Cowlix Wearing my mind on my sleeve

Saturday, March 08, 2003 Permanent link to this day
Random reading

John Cage's Indeterminacy [via Irregular Orbit]

Uncontrollable

Safe Utilization of Advanced Nanotechnology

Development of nanotechnology must be undertaken with care to avoid accidents; once a nanotech-based manufacturing technology is created, it must be administered with even more care. Irresponsible use of nanotech could lead to black markets, unstable arms races ending in immense destruction, and possibly a release of gray goo. Deliberate misuse of the technology by inhumane governments, terrorists, criminals, and irresponsible teenagers could produce even worse problems--gray goo is a feeble weapon compared to what could be designed. It seems likely that research leading to advanced nanotechnology will have to be carefully monitored and controlled.

[via Boing Boing]

It's 1983, do you know where your Secretary of Defense was?

Shaking Hands with Saddam Hussein: The National Security Archive analyzes recently declassified documents about the U.S. reaction to the Iran/Iraq war in the early 80s.

Rumsfeld shaking hands with Hussein, 1983

[via Quark Soup]

Just Business

The Pentagon's New Map: in which Thomas P.M. Barnett, with the U.S. Naval War College, lays out the proposition that countries which obstruct globalization will soon be targets of the military.

Show me where globalization is thick with network connectivity, financial transactions, liberal media flows, and collective security, and I will show you regions featuring stable governments, rising standards of living, and more deaths by suicide than murder. These parts of the world I call the Functioning Core, or Core. But show me where globalization is thinning or just plain absent, and I will show you regions plagued by politically repressive regimes, widespread poverty and disease, routine mass murder, and--most important--the chronic conflicts that incubate the next generation of global terrorists. These parts of the world I call the Non-Integrating Gap, or Gap.

...

The reason I support going to war in Iraq is not simply that Saddam is a cutthroat Stalinist willing to kill anyone to stay in power, nor because that regime has clearly supported terrorist networks over the years. The real reason I support a war like this is that the resulting long-term military commitment will finally force America to deal with the entire Gap as a strategic threat environment.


Work required: Could you print the listing again exactly, omitting the pictures?

━━━ Dataset records

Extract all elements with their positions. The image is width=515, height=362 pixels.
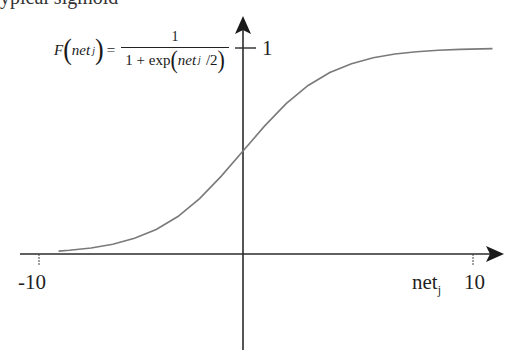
formula-den-arg: net: [178, 51, 196, 69]
formula-label: F ( net j ) = 1 1 + exp ( net j /2 ): [54, 30, 229, 70]
x-tick-label-10: 10: [464, 270, 485, 295]
formula-fraction: 1 1 + exp ( net j /2 ): [121, 29, 229, 71]
formula-den-paren-open: (: [170, 48, 177, 72]
y-tick-label-1: 1: [262, 36, 273, 61]
formula-numerator: 1: [172, 29, 179, 47]
formula-equals: =: [107, 42, 115, 59]
formula-denominator: 1 + exp ( net j /2 ): [125, 48, 225, 71]
sigmoid-curve: [59, 49, 493, 252]
formula-den-prefix: 1 + exp: [125, 51, 170, 69]
x-tick-label-minus10: -10: [18, 270, 46, 295]
formula-paren-open: (: [63, 36, 72, 65]
formula-func: F: [54, 42, 63, 59]
x-axis-label-text: net: [412, 270, 438, 294]
x-axis-label: netj: [412, 270, 441, 298]
formula-paren-close: ): [95, 36, 104, 65]
formula-den-sub: j: [198, 51, 201, 69]
formula-den-paren-close: ): [218, 48, 225, 72]
x-axis-label-sub: j: [438, 283, 441, 297]
formula-den-suffix: /2: [206, 51, 218, 69]
clipped-caption: ypical sigmoid: [0, 0, 118, 9]
formula-arg: net: [72, 42, 90, 59]
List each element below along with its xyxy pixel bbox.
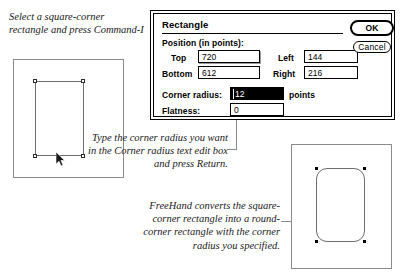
top-field-shadow (199, 63, 261, 64)
caption-select-rectangle: Select a square-corner rectangle and pre… (9, 10, 145, 36)
bottom-input[interactable]: 612 (198, 66, 260, 79)
mouse-pointer-icon (56, 152, 66, 167)
leader-line-corner-radius-horizontal (227, 149, 237, 150)
dialog-title-rule (162, 33, 343, 34)
caption-type-corner-radius: Type the corner radius you want in the C… (88, 131, 228, 171)
corner-radius-units-label: points (289, 90, 315, 100)
corner-radius-input[interactable]: 12 (230, 87, 284, 100)
flatness-input[interactable]: 0 (230, 103, 284, 116)
selection-handle-bottom-left[interactable] (33, 154, 37, 158)
left-field-label: Left (278, 53, 294, 63)
flatness-label: Flatness: (162, 106, 200, 116)
result-handle-bottom-left[interactable] (315, 240, 318, 243)
right-input[interactable]: 216 (304, 66, 358, 79)
selection-handle-top-right[interactable] (81, 79, 85, 83)
text-caret (233, 89, 234, 99)
right-field-label: Right (273, 69, 295, 79)
top-field-shadow-right (260, 51, 261, 64)
left-input[interactable]: 144 (304, 50, 358, 63)
caption-freehand-converts: FreeHand converts the square-corner rect… (130, 199, 280, 252)
round-corner-rectangle-shape[interactable] (316, 168, 365, 242)
dialog-title: Rectangle (162, 19, 208, 30)
dialog-inner-frame: Rectangle Position (in points): Top 720 … (153, 13, 392, 117)
selection-handle-bottom-right[interactable] (81, 154, 85, 158)
cancel-button[interactable]: Cancel (353, 41, 391, 53)
square-corner-rectangle-shape[interactable] (35, 81, 84, 156)
result-handle-bottom-right[interactable] (363, 240, 366, 243)
rectangle-dialog: Rectangle Position (in points): Top 720 … (150, 10, 395, 120)
result-handle-top-right[interactable] (363, 167, 366, 170)
bottom-field-label: Bottom (162, 69, 192, 79)
result-handle-top-left[interactable] (315, 167, 318, 170)
top-field-label: Top (171, 53, 186, 63)
illustration-page: Select a square-corner rectangle and pre… (0, 0, 400, 275)
top-input[interactable]: 720 (198, 50, 260, 63)
corner-radius-value: 12 (235, 89, 244, 99)
position-group-label: Position (in points): (162, 38, 244, 48)
ok-button[interactable]: OK (350, 20, 394, 36)
corner-radius-label: Corner radius: (162, 90, 222, 100)
selection-handle-top-left[interactable] (33, 79, 37, 83)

━━━━━━

Response:
Extract all elements with their positions. The image is width=515, height=362 pixels.
formula-den-arg: net: [178, 51, 196, 69]
formula-label: F ( net j ) = 1 1 + exp ( net j /2 ): [54, 30, 229, 70]
x-tick-label-10: 10: [464, 270, 485, 295]
formula-fraction: 1 1 + exp ( net j /2 ): [121, 29, 229, 71]
formula-den-paren-open: (: [170, 48, 177, 72]
y-tick-label-1: 1: [262, 36, 273, 61]
formula-numerator: 1: [172, 29, 179, 47]
formula-equals: =: [107, 42, 115, 59]
formula-denominator: 1 + exp ( net j /2 ): [125, 48, 225, 71]
sigmoid-curve: [59, 49, 493, 252]
formula-den-prefix: 1 + exp: [125, 51, 170, 69]
x-tick-label-minus10: -10: [18, 270, 46, 295]
formula-paren-open: (: [63, 36, 72, 65]
formula-func: F: [54, 42, 63, 59]
x-axis-label-text: net: [412, 270, 438, 294]
x-axis-label: netj: [412, 270, 441, 298]
formula-paren-close: ): [95, 36, 104, 65]
formula-den-sub: j: [198, 51, 201, 69]
formula-den-paren-close: ): [218, 48, 225, 72]
x-axis-label-sub: j: [438, 283, 441, 297]
formula-den-suffix: /2: [206, 51, 218, 69]
clipped-caption: ypical sigmoid: [0, 0, 118, 9]
formula-arg: net: [72, 42, 90, 59]
List each element below along with its xyxy pixel bbox.
top-field-shadow (199, 63, 261, 64)
caption-select-rectangle: Select a square-corner rectangle and pre… (9, 10, 145, 36)
bottom-input[interactable]: 612 (198, 66, 260, 79)
mouse-pointer-icon (56, 152, 66, 167)
leader-line-corner-radius-horizontal (227, 149, 237, 150)
dialog-title-rule (162, 33, 343, 34)
caption-type-corner-radius: Type the corner radius you want in the C… (88, 131, 228, 171)
corner-radius-units-label: points (289, 90, 315, 100)
corner-radius-input[interactable]: 12 (230, 87, 284, 100)
flatness-input[interactable]: 0 (230, 103, 284, 116)
selection-handle-bottom-left[interactable] (33, 154, 37, 158)
left-field-label: Left (278, 53, 294, 63)
flatness-label: Flatness: (162, 106, 200, 116)
result-handle-bottom-left[interactable] (315, 240, 318, 243)
right-input[interactable]: 216 (304, 66, 358, 79)
selection-handle-top-right[interactable] (81, 79, 85, 83)
text-caret (233, 89, 234, 99)
right-field-label: Right (273, 69, 295, 79)
top-field-shadow-right (260, 51, 261, 64)
left-input[interactable]: 144 (304, 50, 358, 63)
caption-freehand-converts: FreeHand converts the square-corner rect… (130, 199, 280, 252)
round-corner-rectangle-shape[interactable] (316, 168, 365, 242)
dialog-title: Rectangle (162, 19, 208, 30)
dialog-inner-frame: Rectangle Position (in points): Top 720 … (153, 13, 392, 117)
selection-handle-bottom-right[interactable] (81, 154, 85, 158)
cancel-button[interactable]: Cancel (353, 41, 391, 53)
square-corner-rectangle-shape[interactable] (35, 81, 84, 156)
result-handle-bottom-right[interactable] (363, 240, 366, 243)
rectangle-dialog: Rectangle Position (in points): Top 720 … (150, 10, 395, 120)
result-handle-top-right[interactable] (363, 167, 366, 170)
bottom-field-label: Bottom (162, 69, 192, 79)
result-handle-top-left[interactable] (315, 167, 318, 170)
top-field-label: Top (171, 53, 186, 63)
illustration-page: Select a square-corner rectangle and pre… (0, 0, 400, 275)
top-input[interactable]: 720 (198, 50, 260, 63)
corner-radius-value: 12 (235, 89, 244, 99)
position-group-label: Position (in points): (162, 38, 244, 48)
ok-button[interactable]: OK (350, 20, 394, 36)
corner-radius-label: Corner radius: (162, 90, 222, 100)
selection-handle-top-left[interactable] (33, 79, 37, 83)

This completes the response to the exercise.